Malaysia has done what the UN and The Hague's International Criminal
Court dare not.
European
and North American countries have realized too late in the day that
only by keeping stiff exchange controls can they stay sovereign nations.
Without them international finance capital will move in with infinite
resources to destroy everything that stands in its way, from media to
parliaments, nothing can withstand them. Even the courts now are finally
about to be co-opted into the service of the tax evading transnational
corporations should the secretly-negotiated Transatlantic Trade and
Investment Partnership (TTIP) be signed later this year.
The
courts will then be theirs to overturn any parliamentary decision the
corporations don’t like, and they have been saving up lots and lots of
cash to pay the very best lawyers in the world, to make sure they win.

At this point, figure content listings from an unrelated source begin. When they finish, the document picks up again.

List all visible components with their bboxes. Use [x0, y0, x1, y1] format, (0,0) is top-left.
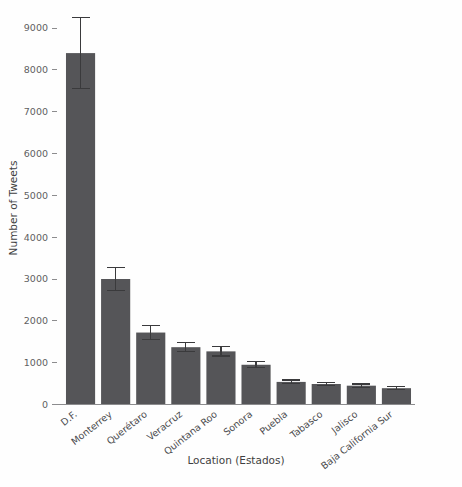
- bar-3: [171, 347, 200, 404]
- y-tick-label: 5000: [24, 190, 48, 201]
- y-tick-label: 0: [42, 399, 48, 410]
- bar-chart-figure: 0100020003000400050006000700080009000 D.…: [0, 0, 462, 487]
- bar-6: [277, 382, 306, 405]
- bar-9: [382, 388, 411, 404]
- bar-1: [101, 279, 130, 405]
- y-tick-label: 8000: [24, 64, 48, 75]
- y-tick-label: 1000: [24, 357, 48, 368]
- bar-7: [312, 384, 341, 405]
- bar-4: [206, 351, 235, 404]
- x-axis-title: Location (Estados): [187, 454, 284, 466]
- chart-canvas: 0100020003000400050006000700080009000 D.…: [0, 0, 462, 487]
- y-axis-title: Number of Tweets: [7, 161, 19, 256]
- y-tick-label: 7000: [24, 106, 48, 117]
- bar-5: [241, 365, 270, 405]
- bar-8: [347, 386, 376, 405]
- bar-2: [136, 333, 165, 405]
- y-tick-label: 4000: [24, 232, 48, 243]
- bar-0: [66, 53, 95, 404]
- y-tick-label: 6000: [24, 148, 48, 159]
- y-tick-label: 9000: [24, 22, 48, 33]
- y-tick-label: 3000: [24, 273, 48, 284]
- y-tick-label: 2000: [24, 315, 48, 326]
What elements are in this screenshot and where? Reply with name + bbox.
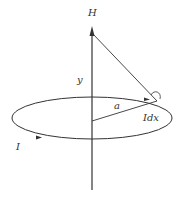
- current-element-label-Idx: Idx: [143, 113, 159, 123]
- axis-distance-label-y: y: [77, 75, 83, 85]
- radius-label-a: a: [114, 101, 120, 111]
- current-element-arrow-icon: [144, 98, 150, 102]
- distance-line: [92, 33, 157, 101]
- current-label-I: I: [16, 142, 20, 152]
- angle-arc: [151, 92, 160, 99]
- field-label-H: H: [88, 8, 97, 18]
- current-loop-diagram: [0, 0, 180, 206]
- current-direction-arrow-icon: [36, 136, 42, 140]
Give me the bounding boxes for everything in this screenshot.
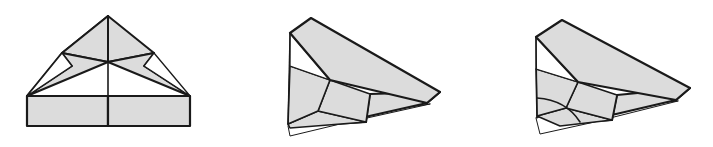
body-rectangle-left <box>27 96 108 126</box>
diagram-canvas <box>0 0 713 147</box>
body-rectangle-right <box>108 96 190 126</box>
paper-folding-diagram <box>0 0 713 147</box>
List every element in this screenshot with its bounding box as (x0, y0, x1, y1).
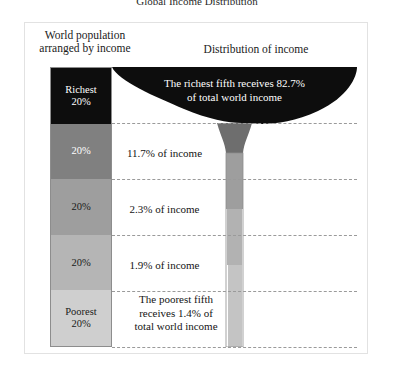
quintile-second[interactable]: 20% (51, 124, 111, 180)
divider-1 (112, 123, 357, 124)
header-world-population: World population arranged by income (29, 29, 141, 55)
divider-bottom (112, 347, 357, 348)
quintile-poorest[interactable]: Poorest20% (51, 290, 111, 346)
income-label-third: 2.3% of income (112, 203, 217, 216)
income-label-second: 11.7% of income (112, 147, 217, 160)
quintile-richest[interactable]: Richest20% (51, 68, 111, 124)
population-quintile-bar: Richest20% 20% 20% 20% Poorest20% (50, 67, 112, 347)
income-label-richest-line1: The richest fifth receives 82.7% (132, 77, 337, 91)
glass-stem-third (226, 153, 243, 209)
header-distribution-of-income: Distribution of income (151, 43, 361, 56)
income-label-poorest-line1: The poorest fifth (120, 293, 232, 307)
quintile-poorest-label: Poorest20% (65, 306, 97, 330)
quintile-third[interactable]: 20% (51, 179, 111, 235)
quintile-second-label: 20% (71, 145, 90, 157)
divider-3 (112, 235, 357, 236)
glass-stem-fourth (227, 209, 242, 265)
income-label-fourth: 1.9% of income (112, 259, 217, 272)
income-label-poorest-line3: total world income (120, 320, 232, 334)
header-left-line1: World population (29, 29, 141, 42)
glass-stem-second (217, 123, 252, 153)
header-left-line2: arranged by income (29, 42, 141, 55)
quintile-fourth-label: 20% (71, 257, 90, 269)
income-distribution-glass: The richest fifth receives 82.7% of tota… (112, 67, 357, 347)
divider-2 (112, 179, 357, 180)
income-label-richest-line2: of total world income (132, 91, 337, 105)
chart-frame: World population arranged by income Dist… (24, 22, 368, 354)
income-label-poorest-line2: receives 1.4% of (120, 307, 232, 321)
page-title: Global Income Distribution (0, 0, 394, 6)
quintile-fourth[interactable]: 20% (51, 235, 111, 291)
income-label-richest: The richest fifth receives 82.7% of tota… (132, 77, 337, 104)
quintile-richest-label: Richest20% (65, 84, 97, 108)
divider-4 (112, 291, 357, 292)
quintile-third-label: 20% (71, 201, 90, 213)
income-label-poorest: The poorest fifth receives 1.4% of total… (120, 293, 232, 334)
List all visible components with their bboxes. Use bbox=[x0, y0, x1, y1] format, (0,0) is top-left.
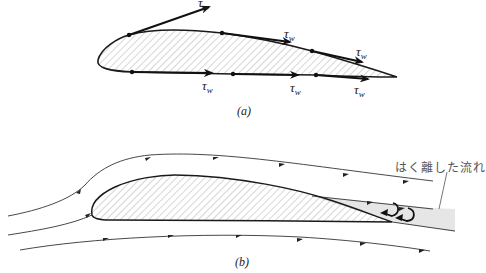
annotation-leader-line bbox=[439, 172, 447, 209]
shear-stress-label: τw bbox=[202, 79, 213, 95]
separated-flow-annotation: はく離した流れ bbox=[395, 158, 486, 175]
surface-point bbox=[231, 72, 235, 76]
shear-stress-label: τw bbox=[198, 0, 209, 12]
shear-arrow bbox=[132, 72, 212, 73]
surface-point bbox=[310, 49, 314, 53]
panel-a bbox=[98, 7, 397, 79]
panel-b bbox=[8, 154, 455, 253]
surface-point bbox=[130, 70, 134, 74]
streamline bbox=[8, 215, 92, 235]
surface-point bbox=[127, 33, 131, 37]
panel-b-caption: (b) bbox=[235, 256, 249, 268]
shear-arrow bbox=[233, 74, 298, 75]
shear-stress-label: τw bbox=[356, 45, 367, 61]
surface-point bbox=[314, 73, 318, 77]
shear-stress-label: τw bbox=[354, 83, 365, 99]
shear-stress-label: τw bbox=[290, 81, 301, 97]
surface-point bbox=[220, 31, 224, 35]
panel-a-caption: (a) bbox=[237, 105, 251, 117]
shear-stress-label: τw bbox=[284, 27, 295, 43]
airfoil-b bbox=[92, 175, 392, 222]
streamline bbox=[20, 235, 430, 251]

No shortage of people who’ll shoot down an airliner for you
With the privatization of war in the West, points out UK charity War On Want, “repeated human rights abuses” are being “perpetrated
by mercenaries, including the indiscriminate killing of civilians and
torture. Unaccountable and unregulated, these companies are complicit in
human rights abuses across the world, putting profit before people and
fanning the flames of war.”
So
if you want somebody to fight a nuclear war, conduct a massacre, or
shoot down an airliner for you nowadays you can buy those services on
the free market. The proliferation of private military companies since
9/11 suits the military industrial complex very nicely, thank you.
But how has the world come to the point where such companies have state protection and business is, quite literally, booming?
The
problem again, is the global banking giants who have been shown in
court, time and time again, to be hand in glove with the intelligence
services and international drug cartels. Whether it’s Iran Contra with
drugs flying one way and guns the other, or HSBC’s piffling $2 billion
fine in 2012 for money laundering, they are not just criminals who are
above the law, they are now shaping it in their own private interest.
It
is not just the Asian, Pacific and South American power blocs they seek
to control who will be watching them, but their own people, those they
depend on to survive. With every evil act they think they’ve got away
with, they are painting themselves into a corner as the Trans-Atlantic
edifice they are trying to control crumbles beneath them.